Brave New World
It turns out that when I moved to Calgary, it was a Brilliant Career Move. I mean not only did my previous employer basically fall into wreck and ruin, and not only did I move to a wide open town where a great deal of professionally interesting things were developing; mostly, I moved out of employment services. In Winnipeg, probably a little over half my job and most of my street cred involved scrounging up jobs for new arrivals. I had been trained at that in the white heat of the mid 80s recession, and was very good at it.
Basically, in today's terms, I was a buggy whip maker.
The labour shortage hereabouts is extraordinary and extreme. We have employers beating at our door, as we are one of the most reliable sources of by definition unemployed people looking for a job. Here in Calgary, you walk into a 7-11 or Safeway or pretty much any warehouse, you have hands on the ends of your arms and can minimally communicate, you have a job. You have only one hand on the end of an arm, you have limited English, well you still probably have a job.
I feel this particularly acutely myself, as an employer.
I have a staff of a little over 40, and could use another, I don't know, at least five if not ten. Can't find them. I pay better than most of my competitors, I offer humane conditions and decent benefits, as most of my competitors don't, and I still can't find them. Recently, I've taken to poaching, stealing staff from other employers. I haven't yet offered a signing bonus, but its getting pretty close. I've also had to hire people I really wasn't very enthusiastic about. Well, they had hands on the ends of their arms, what can I say?
Everything I hear from the demographers tells me this isn't going to change any time soon. its the whole 90s IT scram on an economy wide basis. I don't think we've thought through all the implications. Here are some of my guesses:
- I think traditionally low-paid, inherently un-automatable service jobs are going to start getting a whole heck of a lot more respect and pay.

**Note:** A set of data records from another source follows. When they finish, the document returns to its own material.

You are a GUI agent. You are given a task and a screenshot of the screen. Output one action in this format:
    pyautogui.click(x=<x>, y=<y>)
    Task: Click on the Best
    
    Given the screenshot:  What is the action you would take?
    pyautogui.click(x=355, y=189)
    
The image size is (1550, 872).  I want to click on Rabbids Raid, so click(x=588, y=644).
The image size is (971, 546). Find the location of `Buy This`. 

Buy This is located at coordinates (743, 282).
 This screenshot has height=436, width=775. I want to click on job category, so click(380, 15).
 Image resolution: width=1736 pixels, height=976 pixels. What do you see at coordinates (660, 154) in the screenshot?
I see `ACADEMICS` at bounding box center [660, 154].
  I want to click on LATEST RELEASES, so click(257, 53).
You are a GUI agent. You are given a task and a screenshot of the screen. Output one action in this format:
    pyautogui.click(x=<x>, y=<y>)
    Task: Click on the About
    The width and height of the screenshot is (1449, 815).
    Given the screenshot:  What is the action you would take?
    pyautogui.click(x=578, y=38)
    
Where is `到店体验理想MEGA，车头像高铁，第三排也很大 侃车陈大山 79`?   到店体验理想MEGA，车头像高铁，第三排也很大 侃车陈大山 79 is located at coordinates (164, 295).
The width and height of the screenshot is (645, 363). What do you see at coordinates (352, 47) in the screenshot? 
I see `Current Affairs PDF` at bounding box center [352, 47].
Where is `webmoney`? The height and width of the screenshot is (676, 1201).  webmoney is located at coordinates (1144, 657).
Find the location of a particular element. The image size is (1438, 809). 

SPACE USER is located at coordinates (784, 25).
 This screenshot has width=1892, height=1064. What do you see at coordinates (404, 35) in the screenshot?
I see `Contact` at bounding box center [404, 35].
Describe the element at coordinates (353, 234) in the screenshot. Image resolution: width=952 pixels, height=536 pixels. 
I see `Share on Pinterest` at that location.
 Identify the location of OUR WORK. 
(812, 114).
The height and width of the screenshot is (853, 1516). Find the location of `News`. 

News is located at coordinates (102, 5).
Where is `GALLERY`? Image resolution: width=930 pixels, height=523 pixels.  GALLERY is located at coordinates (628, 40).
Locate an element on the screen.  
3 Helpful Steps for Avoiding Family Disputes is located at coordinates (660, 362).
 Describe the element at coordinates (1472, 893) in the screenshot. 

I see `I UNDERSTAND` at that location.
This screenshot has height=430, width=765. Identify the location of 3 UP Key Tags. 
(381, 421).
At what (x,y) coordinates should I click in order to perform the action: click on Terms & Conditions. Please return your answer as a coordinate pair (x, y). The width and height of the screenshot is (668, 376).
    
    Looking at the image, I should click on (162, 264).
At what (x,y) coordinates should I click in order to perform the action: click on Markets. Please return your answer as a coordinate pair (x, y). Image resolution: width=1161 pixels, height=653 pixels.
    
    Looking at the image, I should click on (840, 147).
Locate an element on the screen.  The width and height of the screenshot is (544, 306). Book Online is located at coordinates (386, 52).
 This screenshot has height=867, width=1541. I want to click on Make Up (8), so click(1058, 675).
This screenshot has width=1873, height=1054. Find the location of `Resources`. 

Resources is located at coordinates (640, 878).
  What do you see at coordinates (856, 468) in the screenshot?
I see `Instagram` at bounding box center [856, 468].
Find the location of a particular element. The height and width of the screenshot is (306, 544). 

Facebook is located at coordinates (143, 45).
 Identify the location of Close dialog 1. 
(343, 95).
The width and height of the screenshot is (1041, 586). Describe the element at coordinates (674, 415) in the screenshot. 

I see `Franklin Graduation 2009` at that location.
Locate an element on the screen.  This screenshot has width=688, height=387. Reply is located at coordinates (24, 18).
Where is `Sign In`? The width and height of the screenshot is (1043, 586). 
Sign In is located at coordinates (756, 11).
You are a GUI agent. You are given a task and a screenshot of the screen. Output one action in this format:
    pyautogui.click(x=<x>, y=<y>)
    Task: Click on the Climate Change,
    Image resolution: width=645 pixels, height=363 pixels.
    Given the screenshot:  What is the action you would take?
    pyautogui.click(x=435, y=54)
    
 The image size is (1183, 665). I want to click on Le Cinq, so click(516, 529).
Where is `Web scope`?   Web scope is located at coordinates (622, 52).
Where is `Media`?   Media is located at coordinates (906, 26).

- I think that we are going to start having to pay a good deal more for a lot of stuff, particularly anything labour intensive that can't be shipped off-shore.
- I think that the rising tide is finally going to start really lifting the working class boats-- higher service prices represent a significant wealth distribution downwards.
- I think that my sector is going to start being perceived as a lot more valuable to the Canadian economy than anytime since say 1904.
- I think that while this will be nice, I don't really care. If it was the right thing to do in 1987, it's the right thing to do now.